How to get started in travel nursing?

Specialties Travel

Published

Specializes in Currently hospice.

Hello, so my husband and I are considering me doing travel nursing. I have lots of experience, I am finding a ton of hospice assignments online, but I am confused as to how to get started? I thought I would need to find an agency to apply to, then look for assignments, but I am finding these websites like travel nurse source that list all different jobs with different agencies. Do you just apply to a different agency for each job? Do these bigger sites find the jobs for you? I am confused. =(

There is a ton of overlap of assignments between agencies. Think about it from the facility perspective: would you want to depend on a single agency to provide your needs? Nope, choice is good. The facility can look at a number of profiles from a number of agencies and pick the best fits to interview.
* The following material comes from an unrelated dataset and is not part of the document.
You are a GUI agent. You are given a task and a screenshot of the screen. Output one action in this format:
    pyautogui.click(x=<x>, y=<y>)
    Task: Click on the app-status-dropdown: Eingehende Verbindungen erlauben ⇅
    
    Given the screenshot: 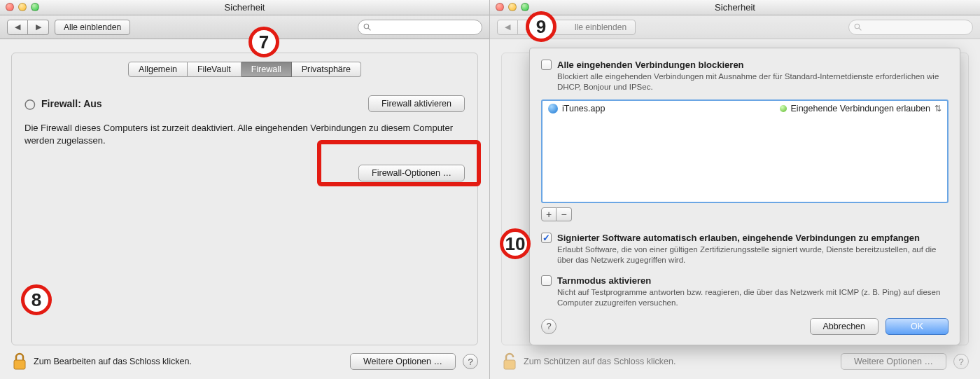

Choice is also good for travelers. Agencies pay differently for a wide variety of underlying reasons. You don't need to know the reasons as much as you need to know which agencies. If you are lucky enough to find the same assignment at two or more agencies, you now know which one really pays better! Besides pay, agencies are different in other ways: some provide better service, some may supply better housing (ask about the housing stipend to get an idea here). Bigger agencies have more assignments but typically pay less, smaller agencies may have less choice but pay more (lower overhead). There are also rapid response agencies, and vendor managers. It can be a bit overwhelming!

But you don't need to learn all that either right now. The most important factor in successful travel is not the agency brand, but your recruiter. I'd recommend calling a dozen (or more) agencies and picking the best five to work further with based on the quality of your communication with the recruiter, and your assessment of how trustworthy and open they are (do they share information, or not tell you about real jobs and compensation until you have signed up with them)?

At least three to five agencies is a good number so you can find out which ones are best for you, have decent choices of assignments, and to have backup plans in case your first choice falls through.